There have been many tumbles from grace down the seasons. It happens to the best of us, of course. There may be a day, for example, when you cheerily bump into an old colleague you’ve not seen for ages but they seem far more decrepit than they used to be and you mutter to yourself “crivvens, ah hope ah’ve aged better than that” before jarringly realising that it’s not an old colleague at all, but your own saggy, wizened reflection in the pub optics. The fact you’ve also been talking to yourself only heightens the crushing reality.

According to musty old nursery rhymes from times of yonder, Humpty Dumpty endured a quite calamitous topple from his modest majesty. I say modest because, let’s face it, he was an egg.

Anyway, the attempted salvage operation in the immediate aftermath of this well-documented plunge off the dyke was an utter shambles. Sending all the King's horses and a vast legion of his men to the aid of one, fragile, shell-encased clump of slootery yolk and albumen, for instance, was a disastrous deployment of resources. Thundering hooves, blazing muskets, blaring bugles, clumping military boots? Good grief.

Old Dumpty had merely suffered a skint elbow and a bit of dunted pride and was in the process of picking himself up until that well-intentioned yet spectacularly reckless battalion came careering and trampling on to the scene.

In the rough and tumble world of football, meanwhile, there remain plenty of clubs who are struggling to put themselves back together again. This scribe was reminded of this when I realised it’s now 30 years since Coventry City won the FA Cup in 1987. That’s how boring an existence one ekes out.

Here in 2017, this floundering team sitting at the very bottom of League One, and riven by the kind of financial ravages that would make Albert Steptoe look like Warren Buffett after winning a miss-sold PPI claim, could be on their way back to Wembley having battled on to the semi-finals of the, ahem, Checkatrade Trophy the other night. But that’s not really the point of this meander.

The reasoning behind this dredging up of Coventry’s greatest day is really quite simple; to revel in the glorious grandeur of Keith Houchen’s diving header which helped them to a 3-2 win over Tottenham Hotspur. Spurs had the backing of cockney coupling Chas & Dave belting out “Hot Shot Tottenham” but, in some administrative cockney up, the name of the club’s sponsor, Holsten, didn’t appear on every shirt. Coventry’s managerial double act, meanwhile, included John Sillett, who looked a bit like Roy Hudd. And the team were sponsored by Granada Bingo. Houchen’s heid hit the jackpot.

It’s hard to say when the diving header was first executed. Perhaps Percy Melmoth Walters of the Old Carthusians flung himself at an inviting cross against Clapham Rovers back in 1879 before having to have his side parting surgically re-attached? Whatever its history, the lunging, louping magnificence of this instinctive piece of footballing acrobatics never loses its lustre.

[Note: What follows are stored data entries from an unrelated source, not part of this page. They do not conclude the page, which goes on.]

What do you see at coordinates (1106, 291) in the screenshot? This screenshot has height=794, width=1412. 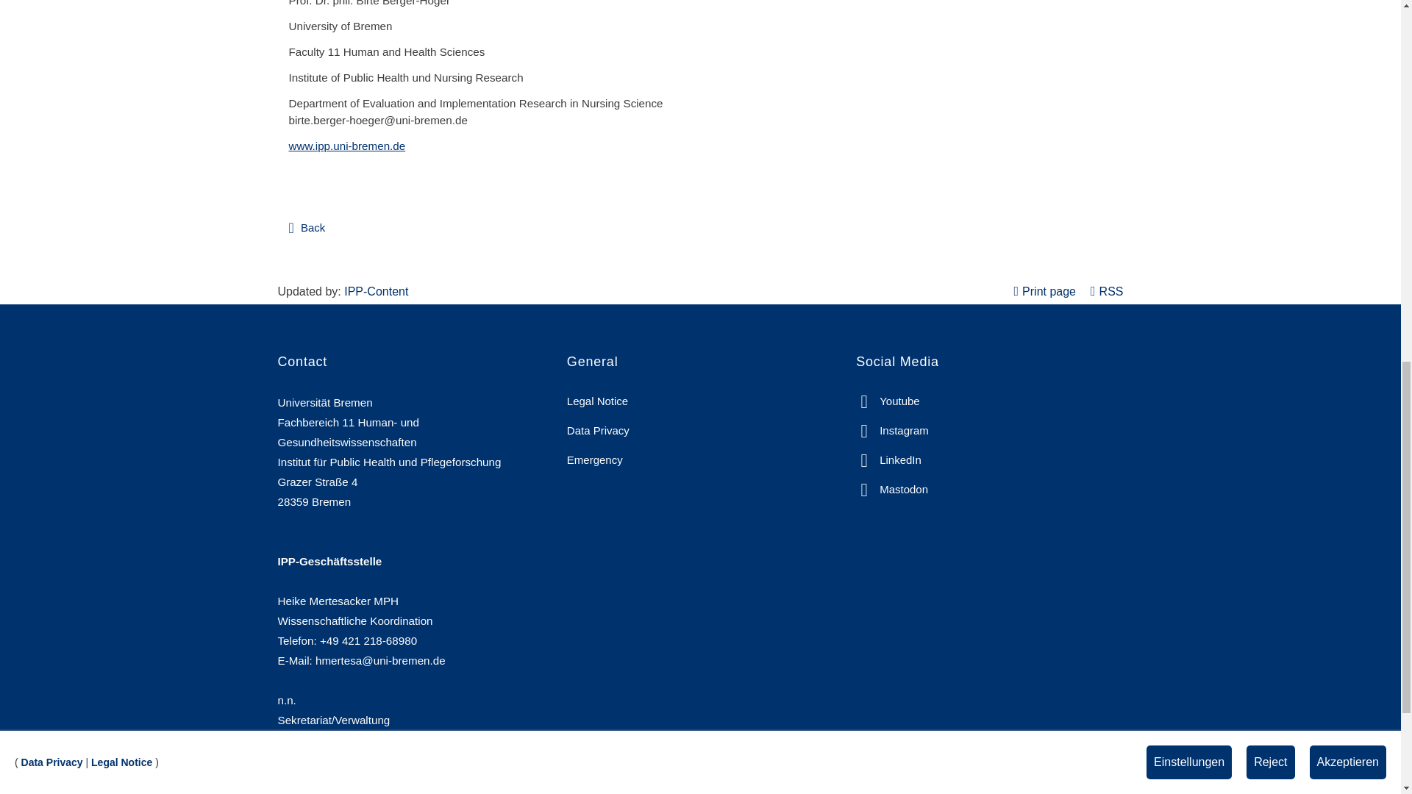 I see `Seite als RSS Feed` at bounding box center [1106, 291].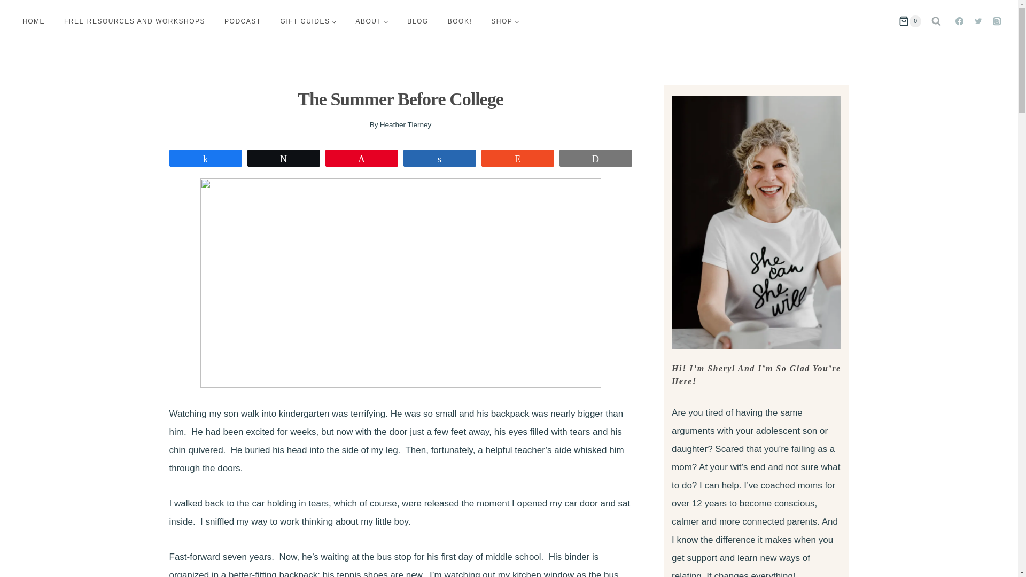 The height and width of the screenshot is (577, 1026). I want to click on GIFT GUIDES, so click(308, 21).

“I think all football is instinct and the only way I could get on the end of the ball was to throw myself,” recalled Houchen. “It all finishes up as perfect timing; the perfect ball, the perfect run. But in a lot of ways it's a fluke. When it is all perfect timing, it is like a dance.”

For those of us who have attempted an ill-advised, outstretched flyer on the harrowing turf of the municipal pitches, that particular dance tends to resemble the tangled, flailing absurdity of Laurel & Hardy trying to perform the Dance of the Little Swans.

Back in the Christmas of 1987, I was gleefully given the BBC’s 101 Great Goals, a video of memorable and occasionally average Match of the Day moments. You can easily watch it on the internet in this instantly accessible, technologically advanced era which makes the VHS recorder look like something that should be housed next to the cracked pots, smocks and turnips in the Museum of Medieval Serf Life.

On it, there’s the classic, soaring header of 1972 from Bournemouth’s celebrated Invernesian, Ted MacDougall, who manages to take flight with enchanting, aerodynamic aplomb despite the Villa Park terrain underneath him looking like it had just been used for the West Midlands Potato Stomping Championship.

But Houchen’s iconic leap for the ages is nowhere to be seen. Indeed, the very last goal in this televised anthology of net-busters is Clive Allen’s glance off the napper in the same cup final. Pesky producers eh? Couldn’t they have just shoved Keith’s cracker in and flogged it as 102 Great Goals?

If the moon landings were a small step for man, then Houchen’s heider was a giant leap for footballing mankind.